Monday

End of 2nd Month, 2005.

February has been another month of amazing drama. The ups and downs of school, giving and recieving some great blows in Karate, snowboarding in Nagano, and not one missed day of work due to colds, though I probably should have stayed home that one day. I am really eating this place up. I have also run into a lot of good blogs out there in my time out of class. "Drunkuncle" as previously posted, and also Linda Yu's "Kinokonoko" which is a lesson in photoblogging in itself. I have run into various blogs from other JETs in Japan, and even read some reports from an American living in Iraq. If it's out there, you can probably find it, so keep on blogging. If you read this blog and like it, or better yet dislike it, then post me a comment.

I would like to change the title of this blog into something more readable...it's just that Kanji is so cool. I was sitting at my desk about this time yesterday reviewing some new kanji, which usually draws some attention from the teachers around me curious about what I am learning. Discussing the matter with my school's maintenance man is frustrating...I can never get straight answers from him...or from most people in Japan...they love to manuver around questions, makes them seem smart. So I said, "I heard The Japanese Design Sense is so good because Japanese kids have to study the intricacies of Kanji from an early age." Maintenance guy says, "Kanji came originally from depictions of their basic meanings." Ie: the kanji for "eye" actually looks like an eye...that is if you draw it with 5 straight lines and rotate 90 degrees. The conversation continues to the tone of "yeah, yeah, Kanji is really cool, right on Japan!" Kanji, and therefore the Japanese language, is deeply rooted in traditional meanings unlike English where meaning manifests differently at different times and within different groups of people (for the same word). A single word's meaning in English can evolve, whereas in Japan, meaning of individual Kanji stays the same. Big generalization, I can already feel Professor Nussbaum pulling out his red pen on that one. There is something to it though...language and culture are interconnected. Japan is a tradition place. Japan is a very traditional place. This means that the Japanese have a correct form for everything they do, from brushing their teeth to building cars. Japanese have impeccable design sense and are amazingly intelligent when it comes to equations, memorization, and "the way it should be done." Sounds like the exact oposite of a certain place...I won't tell you its name, but I know you know it. If "the Japanese" lack anything it is that flare of pioneering creativity that comes from a lack of tradition...

Nagano Goryu ski resort.
hakuba goryu
Jason, Andy at end of the day at Goryu. Photo courtesy of Kamikurechi.


Whiteout conditions at the top of the mountain

At the top we couldn't see more than 5 meters in front of us, and at one point we came to the edge of a long run we had not yet been down. Eyes fully open, but all you could see was white. We plunged ahead anyway. Almost immediately after I took this photo the cloud lifted enough to see at least another 100 snowboarders in the immediate area that we couldn't previously hear or see. I preferred to be in the cloud.

February 11th was a national holiday, the perfect chance to gather together at the dojo, go for a hike up to a frozen waterfall, and have a short practice in the cold.


Jason and Andy at "Kankeiko"..."Cold practice."

Yes, it was cold. No, we were not wearing shoes (at least in this photo).

It's March now, the 3rd month of 2005, so look for some posts soon, such as: "The 15" Rims" (I get to put on the real wheels meant for the Works once it stops snowing). "Spring Break" (Okinawa???). And hopefully not "Broken Rib" (which could happen for a number of reasons...a dirrect hit by Jason in Karate, getting all excited and overconfident on the ski slopes, or even just by having a severe cough). Stay well.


» **Work task**:
From the records beneath, determine how many lines contain "highlight" and report only that figure.

» **Exercise inputs**:

────────

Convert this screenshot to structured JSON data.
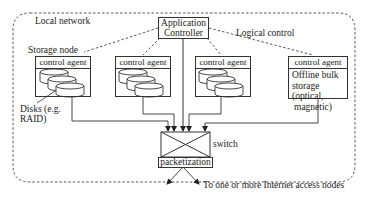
{
  "diagram": {
    "local_network_label": "Local network",
    "logical_control_label": "Logical control",
    "controller": {
      "line1": "Application",
      "line2": "Controller"
    },
    "storage_node_label": "Storage node",
    "nodes": [
      {
        "header": "control agent",
        "type": "disks"
      },
      {
        "header": "control agent",
        "type": "disks"
      },
      {
        "header": "control agent",
        "type": "disks"
      },
      {
        "header": "control agent",
        "type": "offline",
        "text": [
          "Offline bulk",
          "storage",
          "(optical,",
          "magnetic)"
        ]
      }
    ],
    "disks_label": {
      "line1": "Disks (e.g.",
      "line2": "RAID)"
    },
    "switch_label": "switch",
    "packetization_label": "packetization",
    "output_label": "To one or more Internet access nodes",
    "colors": {
      "line": "#333333",
      "background": "#ffffff"
    }
  }
}
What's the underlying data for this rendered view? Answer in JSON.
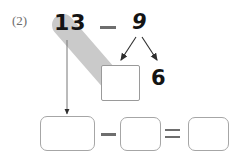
{
  "worksheet": {
    "problem_label": "(2)",
    "expression": {
      "minuend": "13",
      "operator_top": "−",
      "subtrahend": "9"
    },
    "decomposition": {
      "source_value": "9",
      "left_part_value": "",
      "left_part_placeholder": "",
      "right_part_value": "6"
    },
    "answer_row": {
      "box_1_value": "",
      "minus_sign": "−",
      "box_2_value": "",
      "equals_sign": "=",
      "box_3_value": ""
    },
    "annotations": {
      "highlight_band_label": "gray-highlight-band",
      "arrow_13_to_box1_label": "arrow-down",
      "arrow_9_left_label": "arrow-branch-left",
      "arrow_9_right_label": "arrow-branch-right"
    },
    "colors": {
      "ink": "#141414",
      "label_gray": "#6d6d6d",
      "box_border": "#9a9a9a",
      "highlight": "#cacaca",
      "arrow": "#3a3a3a"
    }
  }
}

────────

» **Solved problem**:
2